Kevin Murphy, August 14, 2012, Domain Registries

In one of the more surprising twists to hit the new gTLD program, Citigroup has claimed that its proposed dot-brand gTLD, .citi, is not “confusingly similar” to the proposed generic gTLD .city.
The company appears to be trying to avoid getting into a contention set with the three commercial applicants for .city, which would likely put it into an expensive four-way auction.
It’s a surprising move because you’d expect a financial services company to want to at least try to mitigate the risk of future .city/.citi typo-based phishing attacks as much as possible.
Indeed, its .citi application states that the mission of the gTLD “is to further assist Applicant in accomplishing its mission of providing secure online banking and financial services”.
Nevertheless, the company is now arguing, in a few comments filed with ICANN today, this:

CITI and CITY are not so similar in an Internet context as to create a probability of user confusion if they are both delegated into the root zone.

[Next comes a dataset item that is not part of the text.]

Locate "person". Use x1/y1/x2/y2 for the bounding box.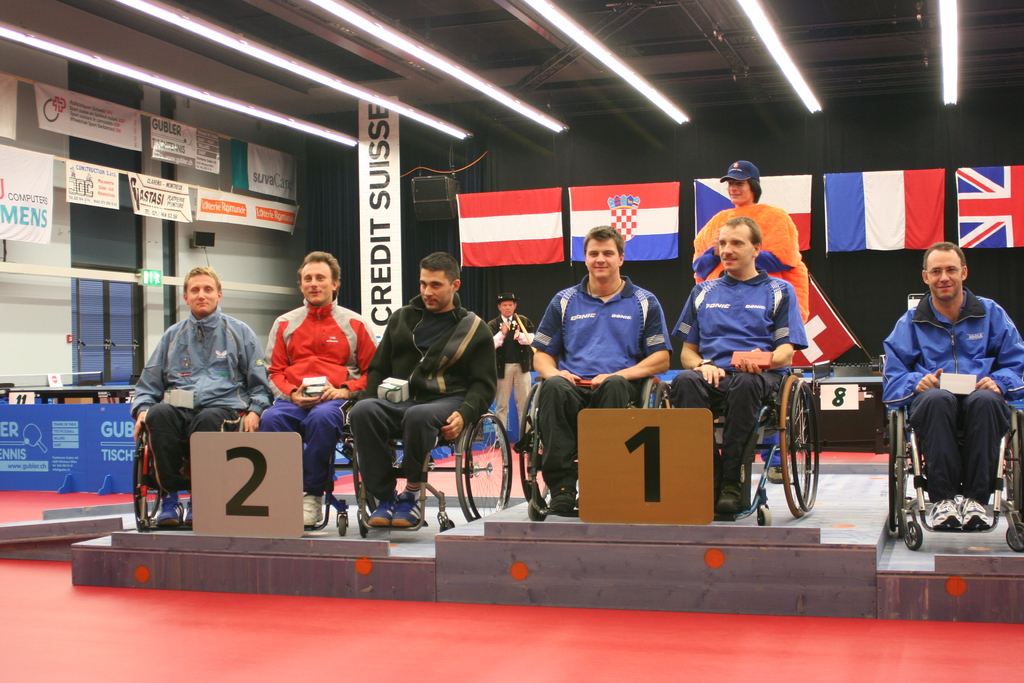
125/266/279/527.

Thus, the .CITI application should not be placed into a contention set with the .CITY application.

The new Citigroup position is especially bewildering given that it has argued the exact opposite — and won — in at least two UDRP cases.
In the 2009 UDRP decision Citigroup Inc. v. Domain Deluxe c/o Domain Administrator, Citigroup contended that:

Respondent’s citywarrants.com domain name is confusingly similar to Complainant’s CITIWARRANTS mark.

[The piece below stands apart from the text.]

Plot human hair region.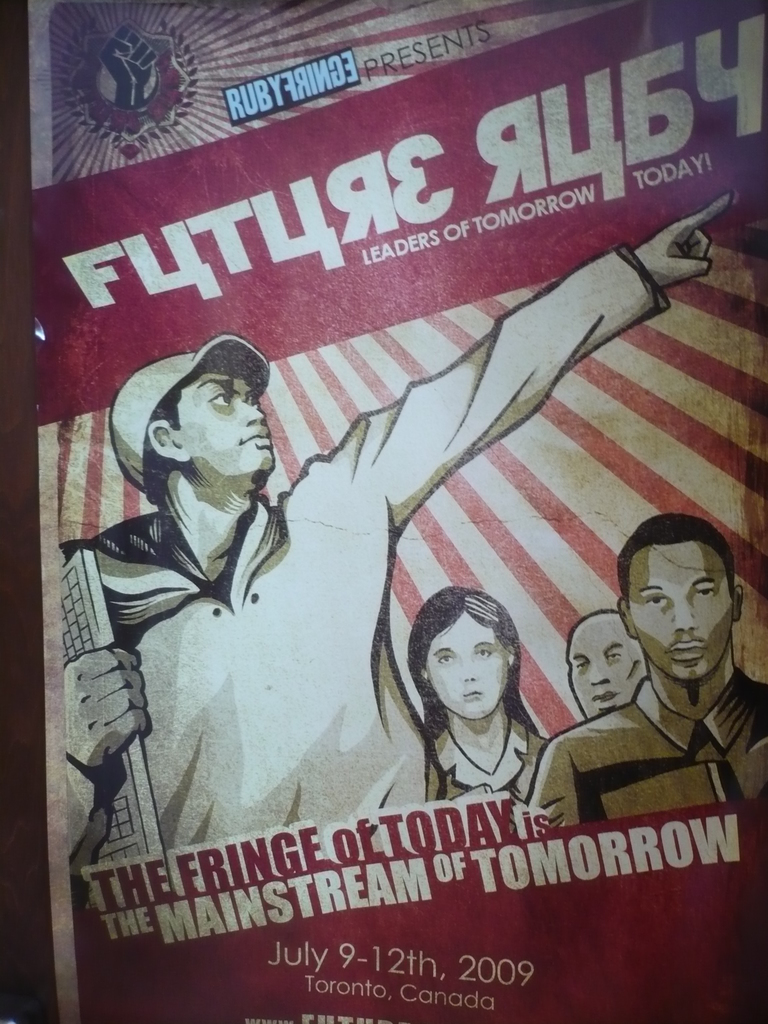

The panelist in the case concluded that the Y variant of the name was merely a “mistyped variation” of and “substantively identical” to the Citigroup trademark.
A similar finding appears to have been handed down in Citigroup v Yongki, over the arguably generic citycard.com, but the decision is written in Korean so I can’t be certain.
The company’s current view, which I’m going to go out on a limb on and characterize as expedient, is that ICANN has delegated multiple ccTLDs that have only one character of variation in the past (it hasn’t — the ccTLDs it cites all pre-date ICANN) without causing confusion.
It also states in its comments that the meaning and proposed usage of the two strings is “very different” (which one commenter has already suggested is historically dubious).
So what’s going on here?
Is Citigroup really willing to risk potential phishing problems down the line to save a few measly bucks today? On the face of it, it looks that way.
If it is put in a contention set with the three .city applicants, it could wind up at auction against Donuts ($100m funding), TLD Registry Ltd (apparently backed by the Vision+ fund) and Directi.
Will Citigroup’s gambit pay off?
That’s down to a) the String Similarity Panel and b) whether any of the .city applicants tries to force the company into the contention set via a String Confusion Objection, which seems unlikely.

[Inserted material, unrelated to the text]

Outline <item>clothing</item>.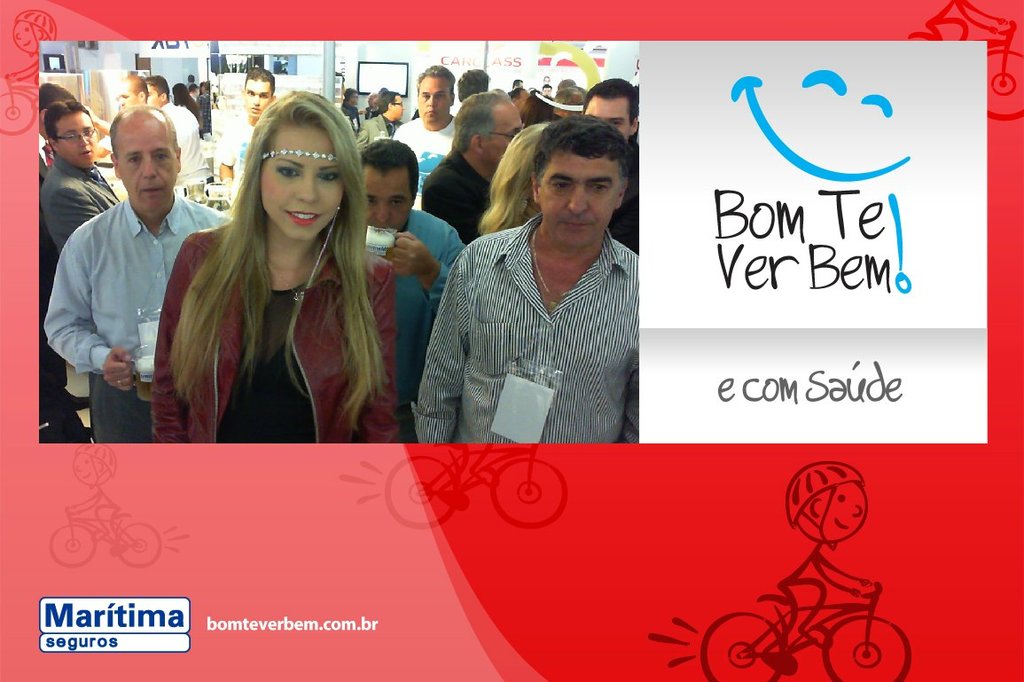
Outline: bbox=(156, 103, 208, 197).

Directi expects all 31 of its gTLDs to be contested

Directi has applied for 31 new top-level domains and expects all 31 of them to be contested, according to CEO Bhavin Turakhia.
The company has budgeted $30 million for its unashamedly mainstream portfolio of applications – which includes the likes of .web – but that’s not including what it expects to spend at auction.
“I expect there to be contention in all of them,” he said. “Whether they will end up going to auction… we’re completely open to strategic partnerships with other industry players who we believe can add value and join hands with us, based on merit. We’ll be evaluating this on a case by case basis.”
“Something like a .web, there’ll be enough competitors out there that it will certainly go to auction, no matter what,” he said, adding that he expects at least 10 rivals for .web.
Directi has applied for: .web, .shop, .bank, .law, .music, .news, .blog, .movie, .baby, .store, .doctor, .hotel, .play, .home .site, .website, .click, .online, .one, .ping, .space, .world, .press, .chat, .city, .deals, .insurance .loans, .app, .host, and .hosting.
The company is applying via its new business unit, Radix, using ARI Registry Services as its back-end registry provider.
Turakhia said he expects to use a traditional registry-registrar model for most of the domains, assuming Directi wins its contention sets.
“The strings that we have gone for are strings that are relevant to all registrars so we expect there to be significant adoption,” he said.
“If eNom were to apply for .web and .shop – and they probably will – and if they were to win those TLDs, then our registrar businesses would definitely carry them irrespective of the fact that we have our own TLDs,” he said. “There are only so many good viable strings out there.”
Most of Directi’s gTLDs, if approved, will be completely unrestricted.
For .movie, .law, .doctor and .bank there will be some tight restrictions, Turakhia said. (UPDATE: he later added that .insurance and .loans will also be restricted).
Some will also have additional rights protection mechanisms that go above and beyond what ICANN mandates in its standard registry contracts.
But none of its applications are “community” applications, the special category of application defined by ICANN.
Turakhia said he doesn’t think some of the applicants trying to “sneak through” as community applications will be successful.
“We’re treating these as all generic strings for anyone to register domains in,” he said. “.music for me does not represent a community. I could be a bathroom singer and want a .music domain name.”
“If you treat music lovers as a community then 100% of the world is part of that community.”